Provisioning of the Feedback list and other resources

At the beginning of the chapter, we created the feedback list at the root of a SharePoint Online site collection. We did this using the user interface. There is nothing wrong with that, unless you need to create dozens or even hundreds of lists. In that case, the provisioning of the required SharePoint resources should be automated. Many SharePoint professionals will script the creation of lists even when they only need a few them. It is good practice because it is less error-prone and you can easily delete everything and recreate it while developing the solution.

Currently, the main approach to provisioning is called remote provisioning, as mentioned in the first chapters. In remote provisioning, a code, which is usually a PowerShell script but can be also native C# application of any type, creates the required lists and other resources when the administrator wants them to be created, or in scheduled manner, or as part of another provisioning operation. For example, whenever site collection is created via remote provisioning, we could hook the creation of our feedback list generation onto the provisioning code as well.

Instead of remote provisioning, our code in the web part could check if the feedback list has already been created and if not, it could create the list and the custom columns. It is not bad practice, but it requires that the user who is the first to write feedback has permissions to create the list on root site level. That might be the case anyway, as the web part is usually added to the page by the site owner. Even if it added by a normal user and the list creation fails, we could simply instruct the user to contact an administrator.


_ASSIGNMENT_:
Every entry below should be copied exactly, minus the pictures.

--- RECORDS FOR PROCESSING ---

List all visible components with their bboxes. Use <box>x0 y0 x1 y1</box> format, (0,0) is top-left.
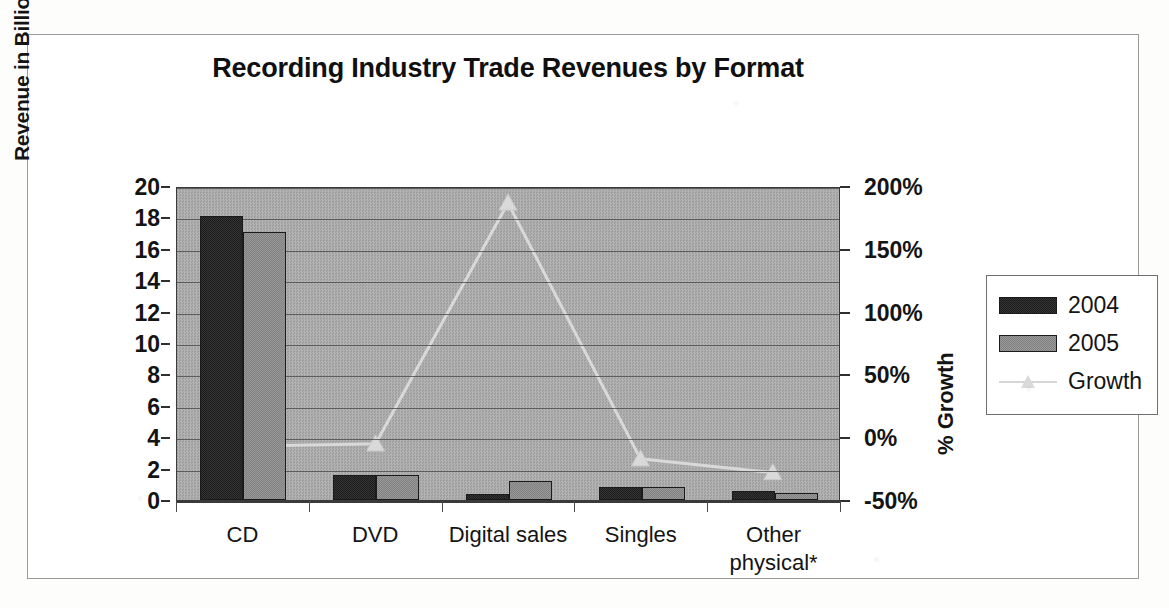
x-axis-category-label: CD <box>176 521 309 549</box>
x-axis: CDDVDDigital salesSinglesOther physical* <box>176 501 840 601</box>
y-axis-left-tick-label: 18 <box>134 207 160 230</box>
y-axis-left-tick-label: 16 <box>134 238 160 261</box>
y-axis-left-tick-mark <box>161 249 170 251</box>
y-axis-left-tick-mark <box>161 406 170 408</box>
y-axis-left-tick-label: 20 <box>134 176 160 199</box>
chart-title: Recording Industry Trade Revenues by For… <box>28 53 988 84</box>
y-axis-right-tick-mark <box>840 249 850 251</box>
y-axis-right-tick-label: 50% <box>864 364 910 387</box>
y-axis-left-tick-label: 10 <box>134 333 160 356</box>
y-axis-right: 200%150%100%50%0%-50% <box>840 175 960 515</box>
x-axis-tick-mark <box>840 501 841 512</box>
y-axis-left-tick-mark <box>161 312 170 314</box>
legend-item-growth: Growth <box>999 362 1157 400</box>
legend-swatch-2005-icon <box>999 335 1057 352</box>
y-axis-left-tick-mark <box>161 280 170 282</box>
chart-frame: Recording Industry Trade Revenues by For… <box>27 34 1139 579</box>
legend-line-growth-icon <box>999 373 1057 390</box>
growth-marker <box>631 450 649 466</box>
y-axis-right-title: % Growth <box>933 352 959 455</box>
x-axis-tick-mark <box>309 501 310 512</box>
x-axis-category-label: Other physical* <box>707 521 840 577</box>
legend-item-2005: 2005 <box>999 324 1157 362</box>
y-axis-left-tick-label: 4 <box>147 427 160 450</box>
y-axis-left-tick-label: 12 <box>134 301 160 324</box>
y-axis-left-tick-mark <box>161 374 170 376</box>
bar-2005 <box>642 487 685 500</box>
growth-line-path <box>243 203 773 473</box>
y-axis-right-tick-mark <box>840 312 850 314</box>
y-axis-right-tick-label: 100% <box>864 301 923 324</box>
y-axis-right-tick-mark <box>840 500 850 502</box>
x-axis-tick-mark <box>707 501 708 512</box>
y-axis-right-tick-mark <box>840 437 850 439</box>
gridline <box>177 219 839 220</box>
plot-area <box>176 187 840 501</box>
y-axis-left-tick-mark <box>161 437 170 439</box>
x-axis-category-label: Singles <box>574 521 707 549</box>
growth-marker <box>499 194 517 210</box>
x-axis-tick-mark <box>574 501 575 512</box>
bar-2005 <box>243 232 286 500</box>
y-axis-right-tick-label: 200% <box>864 176 923 199</box>
y-axis-right-tick-label: 150% <box>864 238 923 261</box>
gridline <box>177 188 839 189</box>
y-axis-left-tick-mark <box>161 500 170 502</box>
y-axis-right-tick-label: -50% <box>864 490 918 513</box>
x-axis-category-label: DVD <box>309 521 442 549</box>
bar-2004 <box>333 475 376 500</box>
bar-2004 <box>466 494 509 500</box>
y-axis-left-tick-label: 0 <box>147 490 160 513</box>
y-axis-left-tick-mark <box>161 217 170 219</box>
legend-label-2004: 2004 <box>1068 292 1119 319</box>
legend-swatch-2004-icon <box>999 297 1057 314</box>
bar-2005 <box>775 493 818 500</box>
bar-2005 <box>376 475 419 500</box>
y-axis-left-title: Revenue in Billions of US$ <box>10 0 40 161</box>
y-axis-left-tick-label: 14 <box>134 270 160 293</box>
y-axis-right-tick-mark <box>840 186 850 188</box>
legend-label-2005: 2005 <box>1068 330 1119 357</box>
x-axis-tick-mark <box>176 501 177 512</box>
legend-label-growth: Growth <box>1068 368 1142 395</box>
y-axis-left-tick-mark <box>161 343 170 345</box>
x-axis-tick-mark <box>442 501 443 512</box>
y-axis-right-tick-label: 0% <box>864 427 897 450</box>
y-axis-right-tick-mark <box>840 374 850 376</box>
y-axis-left-tick-mark <box>161 469 170 471</box>
bar-2004 <box>599 487 642 500</box>
chart-legend: 2004 2005 Growth <box>986 275 1158 415</box>
bar-2004 <box>200 216 243 500</box>
y-axis-left: 20181614121086420 <box>124 175 170 515</box>
x-axis-line <box>176 501 840 503</box>
x-axis-category-label: Digital sales <box>442 521 575 549</box>
bar-2004 <box>732 491 775 500</box>
legend-item-2004: 2004 <box>999 286 1157 324</box>
y-axis-left-tick-label: 8 <box>147 364 160 387</box>
y-axis-left-tick-label: 2 <box>147 458 160 481</box>
y-axis-left-tick-mark <box>161 186 170 188</box>
y-axis-left-tick-label: 6 <box>147 395 160 418</box>
bar-2005 <box>509 481 552 500</box>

---

_SOLUTION FOR THIS PROBLEM_:
List all visible components with their bboxes. Use <box>x0 y0 x1 y1</box> format, (0,0) is top-left.
x-axis-category-label: CD <box>176 521 309 549</box>
x-axis: CDDVDDigital salesSinglesOther physical* <box>176 501 840 601</box>
y-axis-left-tick-label: 18 <box>134 207 160 230</box>
y-axis-left-tick-label: 16 <box>134 238 160 261</box>
y-axis-left-tick-mark <box>161 249 170 251</box>
y-axis-left-tick-mark <box>161 406 170 408</box>
y-axis-left-tick-label: 20 <box>134 176 160 199</box>
chart-title: Recording Industry Trade Revenues by For… <box>28 53 988 84</box>
y-axis-right-tick-mark <box>840 249 850 251</box>
y-axis-right-tick-label: 50% <box>864 364 910 387</box>
y-axis-left-tick-label: 10 <box>134 333 160 356</box>
y-axis-right: 200%150%100%50%0%-50% <box>840 175 960 515</box>
x-axis-tick-mark <box>840 501 841 512</box>
y-axis-left-tick-mark <box>161 312 170 314</box>
legend-item-growth: Growth <box>999 362 1157 400</box>
legend-swatch-2005-icon <box>999 335 1057 352</box>
y-axis-left-tick-mark <box>161 280 170 282</box>
chart-frame: Recording Industry Trade Revenues by For… <box>27 34 1139 579</box>
legend-line-growth-icon <box>999 373 1057 390</box>
growth-marker <box>631 450 649 466</box>
y-axis-right-title: % Growth <box>933 352 959 455</box>
x-axis-tick-mark <box>309 501 310 512</box>
x-axis-category-label: Other physical* <box>707 521 840 577</box>
legend-item-2005: 2005 <box>999 324 1157 362</box>
y-axis-left-tick-label: 4 <box>147 427 160 450</box>
y-axis-left-tick-label: 12 <box>134 301 160 324</box>
y-axis-left-tick-mark <box>161 374 170 376</box>
bar-2005 <box>642 487 685 500</box>
growth-line-path <box>243 203 773 473</box>
y-axis-right-tick-mark <box>840 312 850 314</box>
y-axis-right-tick-label: 100% <box>864 301 923 324</box>
y-axis-right-tick-mark <box>840 500 850 502</box>
x-axis-tick-mark <box>707 501 708 512</box>
y-axis-right-tick-mark <box>840 437 850 439</box>
gridline <box>177 219 839 220</box>
plot-area <box>176 187 840 501</box>
y-axis-left-tick-mark <box>161 437 170 439</box>
x-axis-category-label: Singles <box>574 521 707 549</box>
growth-marker <box>499 194 517 210</box>
x-axis-tick-mark <box>574 501 575 512</box>
bar-2005 <box>243 232 286 500</box>
y-axis-right-tick-label: 200% <box>864 176 923 199</box>
y-axis-right-tick-label: 150% <box>864 238 923 261</box>
gridline <box>177 188 839 189</box>
y-axis-left-tick-mark <box>161 500 170 502</box>
y-axis-right-tick-label: -50% <box>864 490 918 513</box>
x-axis-category-label: DVD <box>309 521 442 549</box>
bar-2004 <box>333 475 376 500</box>
bar-2004 <box>466 494 509 500</box>
y-axis-left-tick-label: 0 <box>147 490 160 513</box>
y-axis-left-tick-mark <box>161 217 170 219</box>
legend-label-2004: 2004 <box>1068 292 1119 319</box>
legend-swatch-2004-icon <box>999 297 1057 314</box>
bar-2005 <box>775 493 818 500</box>
bar-2005 <box>376 475 419 500</box>
y-axis-left-title: Revenue in Billions of US$ <box>10 0 40 161</box>
y-axis-left-tick-label: 14 <box>134 270 160 293</box>
y-axis-right-tick-mark <box>840 186 850 188</box>
legend-label-2005: 2005 <box>1068 330 1119 357</box>
x-axis-tick-mark <box>176 501 177 512</box>
legend-label-growth: Growth <box>1068 368 1142 395</box>
y-axis-left-tick-mark <box>161 343 170 345</box>
x-axis-tick-mark <box>442 501 443 512</box>
y-axis-right-tick-label: 0% <box>864 427 897 450</box>
y-axis-right-tick-mark <box>840 374 850 376</box>
y-axis-left-tick-mark <box>161 469 170 471</box>
bar-2004 <box>599 487 642 500</box>
chart-legend: 2004 2005 Growth <box>986 275 1158 415</box>
bar-2004 <box>200 216 243 500</box>
y-axis-left: 20181614121086420 <box>124 175 170 515</box>
x-axis-line <box>176 501 840 503</box>
x-axis-category-label: Digital sales <box>442 521 575 549</box>
bar-2004 <box>732 491 775 500</box>
legend-item-2004: 2004 <box>999 286 1157 324</box>
y-axis-left-tick-label: 8 <box>147 364 160 387</box>
y-axis-left-tick-label: 2 <box>147 458 160 481</box>
y-axis-left-tick-mark <box>161 186 170 188</box>
y-axis-left-tick-label: 6 <box>147 395 160 418</box>
bar-2005 <box>509 481 552 500</box>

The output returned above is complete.